Back in 2013, Google’s People Operations Group conducted a rigorous analysis deemed Project Aristotle to identify what underlying factors led to the most effective Google teams.

Over 200 interviews were conducted across +180 active Google teams over the course of the two-year study.

More than 250 attributes were identified that contributed to both success and failure.

Their hypotheses was that they would find the perfect mix of individual traits and skills necessary for a stellar team -- take one Rhodes Scholar, two extroverts, one engineer who rocks at Python, and a quantum physics Ph.D. Voila. Dream team assembled, right?

Turns out they were dead wrong.

The researchers found that what really mattered was less about who is on the team, and more about how the team worked together.

Here are the top five keys to an effective Google team, in order of importance:

1. Psychological safety: Psychological safety refers to an individual’s perception of the consequences of taking an interpersonal risk or a belief that a team is safe for risk-taking in the face of being seen as ignorant, incompetent, negative or disruptive. In a team with high psychological safety, teammates feel safe to take risks around their team members. They feel confident that no one on the team will embarrass or punish anyone else for admitting a mistake, asking a question or offering a new idea.

2. Dependability: On dependable teams, members reliably complete quality work on time (vs. the opposite -- shirking responsibilities).

3. Structure and clarity: An individual’s understanding of job expectations, the process for fulfilling these expectations, and the consequences of one’s performance are important for team effectiveness. Goals can be set at the individual or group level, and must be specific, challenging and attainable. Google often uses Objectives and Key Results (OKRs) to help set and communicate short- and long-term goals.

4. Meaning: Finding a sense of purpose in either the work itself or the output is important for team effectiveness. The meaning of work is personal and can vary: financial security, supporting family, helping the team succeed, or self-expression for each individual, for example.

5. Impact: The results of one’s work, the subjective judgement that your work is making a difference, is important for teams. Seeing that one’s work is contributing to the organization’s goals can help reveal impact. Think about your Massively Transformative Purpose here as a North Star here, inspiring and uniting your team around a common goal.

PHD Ventures Core Values

I have an extraordinary team of millennials who work with me across everything I do.

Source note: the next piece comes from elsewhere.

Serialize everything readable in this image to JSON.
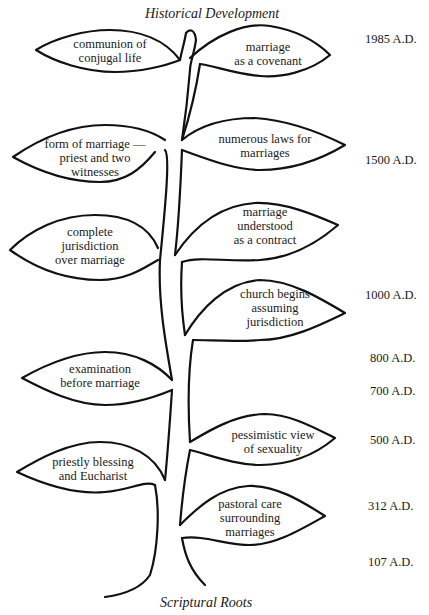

We take our culture extremely seriously and have built out a set of core values that guide the way we work and communicate.

I believe it is fundamentally important to build core values for your own teams as they act as the glue that binds everyone together.

Here are our nine core values:

1. “Yes and” Mindset for Team, Clients and Community: Innovative teams all know how to collaborate and maximize the present moment. “Yes” means accepting whatever information is given to you. “And” is how you respond to the idea and build onto it.

2. Moonshot Thinking - No Quick Hits: Instead of a mere 10% gain, moonshot thinking aims for a 10x improvement over what currently exists. Challenge your team to take exponential leaps, not incremental improvements.

3. Courageous Persistence: The world’s most precious resource is the passionate and persistent human mind. Get your team to embrace long-term thinking.

4. Relentlessly Proactive & Resourceful: The self-directed employee takes responsibility for her own decisions and actions. Having a team that can constantly say “We can figure it out” creates a competitive edge.

5. Encourage, Inspire and Support Ambition and Big Thinking: Individuals on the team must be motivated by the collective team's success as well as their own. Build an incentive structure that allows for that.

6. Dedication to Excellence: Perfection is not optional. The enemy of great is good. Always strive for the best possible product, service or experience.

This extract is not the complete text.